I’ve never thought Obama was that inspiring of a speaker. Especially today.
I guess, after eight years of Shrub, on both rhetoric and reality, Obama benefits from the soft bigotry of low expectations.
In any case, that rhetoric, whether that good or not, was undercut today by some of the brass tacks (or is that brass knuckles) comments he made at bottom line.
The bottom line starts yesterday, actually, with President Obama’s meeting with leaders of civil liberties organizations. In that meeting, he flat-out rejected the idea of even one torture prosecution, as AG Eric Holder sat in uncomfortable silence. Michael Isikoff notes that he also veritably bristled at being told he was making BushCo policies his own.
It should be no surprise then, that in today’s speech, as Digby notes, Obama also rejected the idea of a special prosecutor or investigation. After all, if you’ve just said you’re not going to prosecute anybody, why do you need a special prosecutor?
At the Washington Post, Dan Froomkin has a full transcript, plus analysis, of the speech. His take:
In some parts of his speech, Obama appeared to be defending actions and even taking positions that didn't live up to his own professed standards.
So even some promises of reality beyond rhetoric are undercut. And, sometimes flimsily:
Obama spoke passionately about his commitment to transparency, but offered up the same lousy and unpersuasive excuses he did last week for his decision to fight the court-ordered release of more photos of prison abuse. In particular, the weight he put on his responsibility not to release information that would inflame our enemies was deeply disturbing.
It makes me think this is why Obama didn’t take the lead in the PR world on the Gitmo detainees issue. He’s trying to have his progressive cake and eat centrist reality too, and now the cake clearly has no clothes.
Back to Isikoff for more on that point:
Another issue raised at the meeting was the idea of a "truth commission" to investigate Bush-era policies. Obama didn't completely reject the idea, two sources said, but instead complained that current congressional investigations into such issues were too time-consuming for key members of his administration. Looking directly at Holder, the president reportedly said the attorney general was already spending too much time dealing with litigation related to Bush-administration policies. “He was worried that his people would be consumed with responding to these things,” said one of those present. “He said his staff was stretched very thin.”
Well, boo-hoo for the Obama Administration. Stop hiring so many czars inside the White House instead of department staff, or else make the czars do more work.
Greenwald a full transcript, plus analysis on the good, the bad, and primarily the ugly.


_PROBLEM DETAILS_. Every line of the records below from the line with "Task: Click on" up to and including the line with "Image resolution: width=999" must be reproduced exactly, and no line outside that range.

_INFORMATION GIVEN_.
|---|
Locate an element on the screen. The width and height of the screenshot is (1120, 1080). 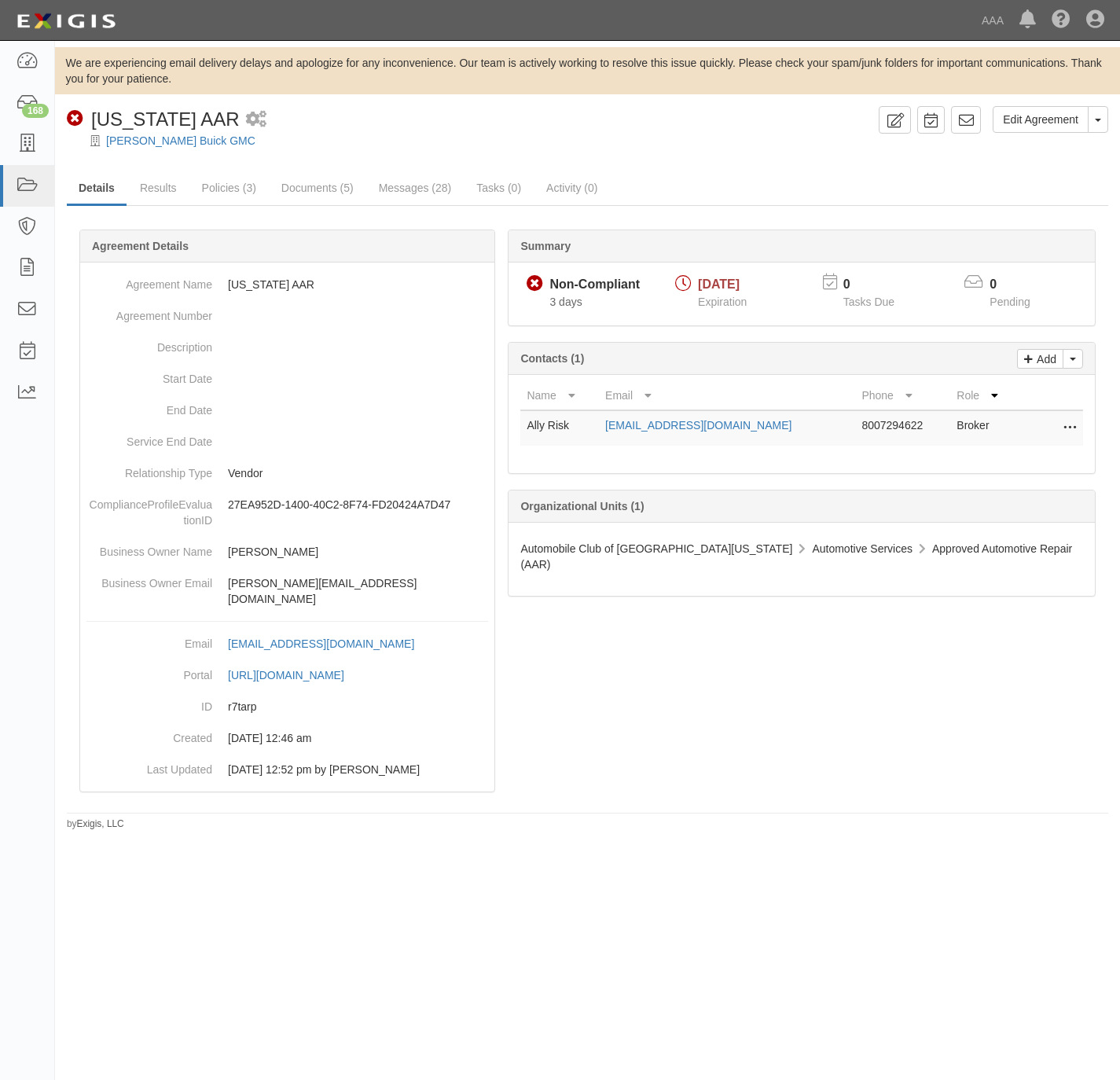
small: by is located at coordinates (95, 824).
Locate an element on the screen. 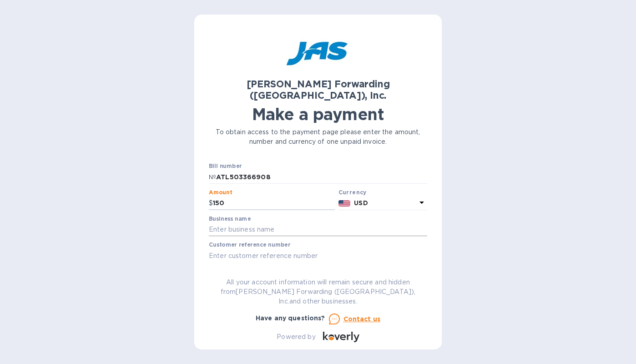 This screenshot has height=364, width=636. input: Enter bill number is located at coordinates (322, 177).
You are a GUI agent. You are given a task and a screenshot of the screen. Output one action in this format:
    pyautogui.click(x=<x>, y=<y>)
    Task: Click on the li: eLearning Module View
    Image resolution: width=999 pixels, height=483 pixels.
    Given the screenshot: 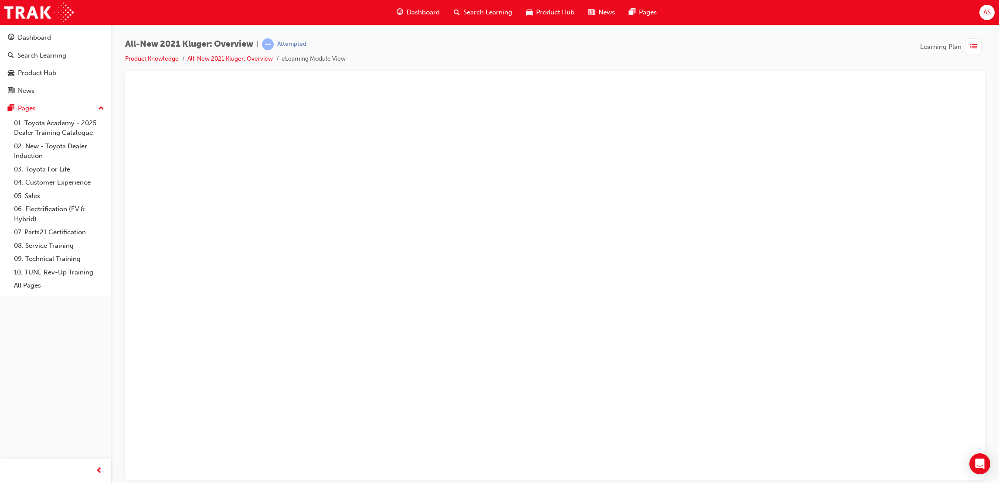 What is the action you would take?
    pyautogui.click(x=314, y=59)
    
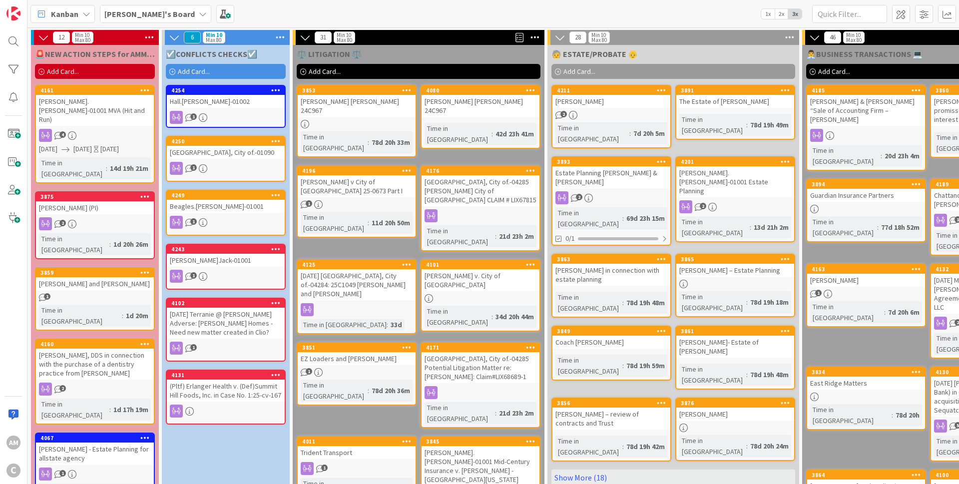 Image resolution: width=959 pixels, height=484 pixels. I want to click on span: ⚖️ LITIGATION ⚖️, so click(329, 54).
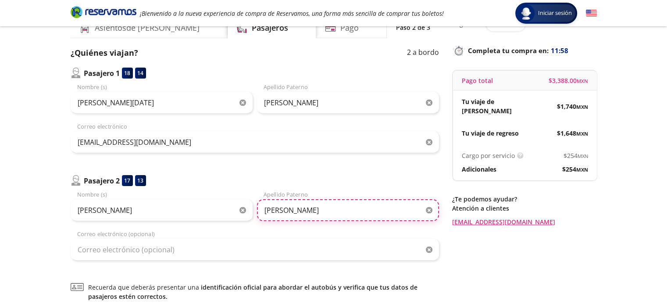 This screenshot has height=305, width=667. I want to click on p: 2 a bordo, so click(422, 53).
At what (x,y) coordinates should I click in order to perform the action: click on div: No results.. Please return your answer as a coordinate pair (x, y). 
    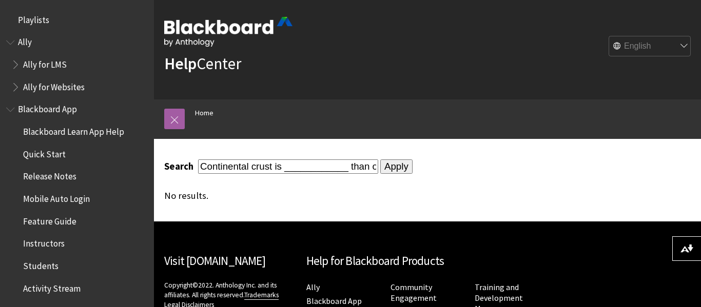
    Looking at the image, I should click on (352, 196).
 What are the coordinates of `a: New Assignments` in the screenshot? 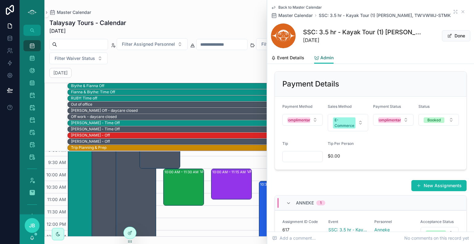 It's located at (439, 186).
|---|
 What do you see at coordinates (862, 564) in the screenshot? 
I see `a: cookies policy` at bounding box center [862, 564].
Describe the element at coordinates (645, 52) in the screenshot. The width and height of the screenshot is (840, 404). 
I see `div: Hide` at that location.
|---|
_TASK RESULT_.
    Task: Click on the li: eLearning Module View
    Image resolution: width=999 pixels, height=483 pixels.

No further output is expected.